Our crew arrived on Tinian May 15th,
1945. I was scheduled out 4 days
later as a pilot for Capt Dale. Our crew quickly made
14 more trips while
Maj, Schindler (our A.C.)and
I squeezed in another before taking the crew with
us. We made our last trip July 9th to
the vicinity of
to the target. Our crew unamimously urged us to
drop our bombs on 3 engines,
so that they would get credit for the trip. We elected to do that, so
feathered the engine and proceeded over the
target. Immediately after that ,
we slowed down to about 160 MPH. A B-29 fell in along side to escort us back to
ahead. Soon a second plane spotted us, and fell in along side. It
too decided
that we were flying too slow, and headed back home. We called ahead to
and told them we were coming in on 3 engines. When we got there, we found
that
2 planes were crashed on the runway, and 3 or 4 more damaged planes were
waiting to land after the runway was cleared. After a hasty conference
with our top-notch engineer (Tech Sgt Homer Ashby) who assured us we could get
to
low RPM, and high inches of mercury. As we slowly cruised on to
started getting calls "Are you still up"? After several more of
these calls,
we told them "Yes, and hold dinner." Long after everyone else
had landed, we
came in, almost 2 hours late. The first thing they did was to "dip
the
tanks". Lo and behold, we had more gas left than anybody else in the
squadron! The Major and I had been reading about what Lindberg has done
with
some P-38s. We thought it was a good idea! Afer
word of this feat got around,
we were selected for
we were headed for home with a few days leave after our tiring 7 1/2 weeks of
duty. However, I feel like we set a few records. such
as the number of flights
(16) in a 52 day period, and the number of flights by the crew (14)
without
missing a Primary Target, and without an abort.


### Goal of the exercise
Write out the data word for word, taking care that no picture is carried over.

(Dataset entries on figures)
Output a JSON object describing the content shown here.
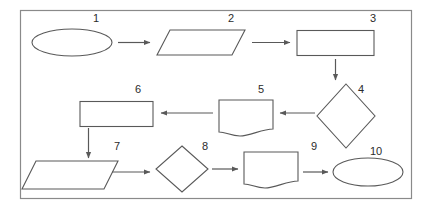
{
  "diagram": {
    "background_color": "#ffffff",
    "frame": {
      "stroke_color": "#8a8a8a",
      "fill_color": "#ffffff",
      "x": 20,
      "y": 10,
      "width": 392,
      "height": 189
    },
    "shape_stroke_color": "#595959",
    "shape_fill_color": "#ffffff",
    "connector_color": "#595959",
    "label_color": "#2b2b2b",
    "nodes": [
      {
        "id": "node-1",
        "number": "1",
        "shape": "ellipse",
        "label_x": 96,
        "label_y": 19
      },
      {
        "id": "node-2",
        "number": "2",
        "shape": "parallelogram",
        "label_x": 231,
        "label_y": 19
      },
      {
        "id": "node-3",
        "number": "3",
        "shape": "rectangle",
        "label_x": 373,
        "label_y": 19
      },
      {
        "id": "node-4",
        "number": "4",
        "shape": "diamond",
        "label_x": 361,
        "label_y": 90
      },
      {
        "id": "node-5",
        "number": "5",
        "shape": "document",
        "label_x": 261,
        "label_y": 90
      },
      {
        "id": "node-6",
        "number": "6",
        "shape": "rectangle",
        "label_x": 138,
        "label_y": 90
      },
      {
        "id": "node-7",
        "number": "7",
        "shape": "parallelogram",
        "label_x": 117,
        "label_y": 147
      },
      {
        "id": "node-8",
        "number": "8",
        "shape": "diamond",
        "label_x": 205,
        "label_y": 147
      },
      {
        "id": "node-9",
        "number": "9",
        "shape": "document",
        "label_x": 314,
        "label_y": 147
      },
      {
        "id": "node-10",
        "number": "10",
        "shape": "ellipse",
        "label_x": 376,
        "label_y": 152
      }
    ],
    "connectors": [
      {
        "id": "arrow-1-2",
        "from": "node-1",
        "to": "node-2",
        "direction": "right"
      },
      {
        "id": "arrow-2-3",
        "from": "node-2",
        "to": "node-3",
        "direction": "right"
      },
      {
        "id": "arrow-3-4",
        "from": "node-3",
        "to": "node-4",
        "direction": "down"
      },
      {
        "id": "arrow-4-5",
        "from": "node-4",
        "to": "node-5",
        "direction": "left"
      },
      {
        "id": "arrow-5-6",
        "from": "node-5",
        "to": "node-6",
        "direction": "left"
      },
      {
        "id": "arrow-6-7",
        "from": "node-6",
        "to": "node-7",
        "direction": "down"
      },
      {
        "id": "arrow-7-8",
        "from": "node-7",
        "to": "node-8",
        "direction": "right"
      },
      {
        "id": "arrow-8-9",
        "from": "node-8",
        "to": "node-9",
        "direction": "right"
      },
      {
        "id": "arrow-9-10",
        "from": "node-9",
        "to": "node-10",
        "direction": "right"
      }
    ]
  }
}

### Solution for this task
Output a JSON object describing the content shown here.
{
  "diagram": {
    "background_color": "#ffffff",
    "frame": {
      "stroke_color": "#8a8a8a",
      "fill_color": "#ffffff",
      "x": 20,
      "y": 10,
      "width": 392,
      "height": 189
    },
    "shape_stroke_color": "#595959",
    "shape_fill_color": "#ffffff",
    "connector_color": "#595959",
    "label_color": "#2b2b2b",
    "nodes": [
      {
        "id": "node-1",
        "number": "1",
        "shape": "ellipse",
        "label_x": 96,
        "label_y": 19
      },
      {
        "id": "node-2",
        "number": "2",
        "shape": "parallelogram",
        "label_x": 231,
        "label_y": 19
      },
      {
        "id": "node-3",
        "number": "3",
        "shape": "rectangle",
        "label_x": 373,
        "label_y": 19
      },
      {
        "id": "node-4",
        "number": "4",
        "shape": "diamond",
        "label_x": 361,
        "label_y": 90
      },
      {
        "id": "node-5",
        "number": "5",
        "shape": "document",
        "label_x": 261,
        "label_y": 90
      },
      {
        "id": "node-6",
        "number": "6",
        "shape": "rectangle",
        "label_x": 138,
        "label_y": 90
      },
      {
        "id": "node-7",
        "number": "7",
        "shape": "parallelogram",
        "label_x": 117,
        "label_y": 147
      },
      {
        "id": "node-8",
        "number": "8",
        "shape": "diamond",
        "label_x": 205,
        "label_y": 147
      },
      {
        "id": "node-9",
        "number": "9",
        "shape": "document",
        "label_x": 314,
        "label_y": 147
      },
      {
        "id": "node-10",
        "number": "10",
        "shape": "ellipse",
        "label_x": 376,
        "label_y": 152
      }
    ],
    "connectors": [
      {
        "id": "arrow-1-2",
        "from": "node-1",
        "to": "node-2",
        "direction": "right"
      },
      {
        "id": "arrow-2-3",
        "from": "node-2",
        "to": "node-3",
        "direction": "right"
      },
      {
        "id": "arrow-3-4",
        "from": "node-3",
        "to": "node-4",
        "direction": "down"
      },
      {
        "id": "arrow-4-5",
        "from": "node-4",
        "to": "node-5",
        "direction": "left"
      },
      {
        "id": "arrow-5-6",
        "from": "node-5",
        "to": "node-6",
        "direction": "left"
      },
      {
        "id": "arrow-6-7",
        "from": "node-6",
        "to": "node-7",
        "direction": "down"
      },
      {
        "id": "arrow-7-8",
        "from": "node-7",
        "to": "node-8",
        "direction": "right"
      },
      {
        "id": "arrow-8-9",
        "from": "node-8",
        "to": "node-9",
        "direction": "right"
      },
      {
        "id": "arrow-9-10",
        "from": "node-9",
        "to": "node-10",
        "direction": "right"
      }
    ]
  }
}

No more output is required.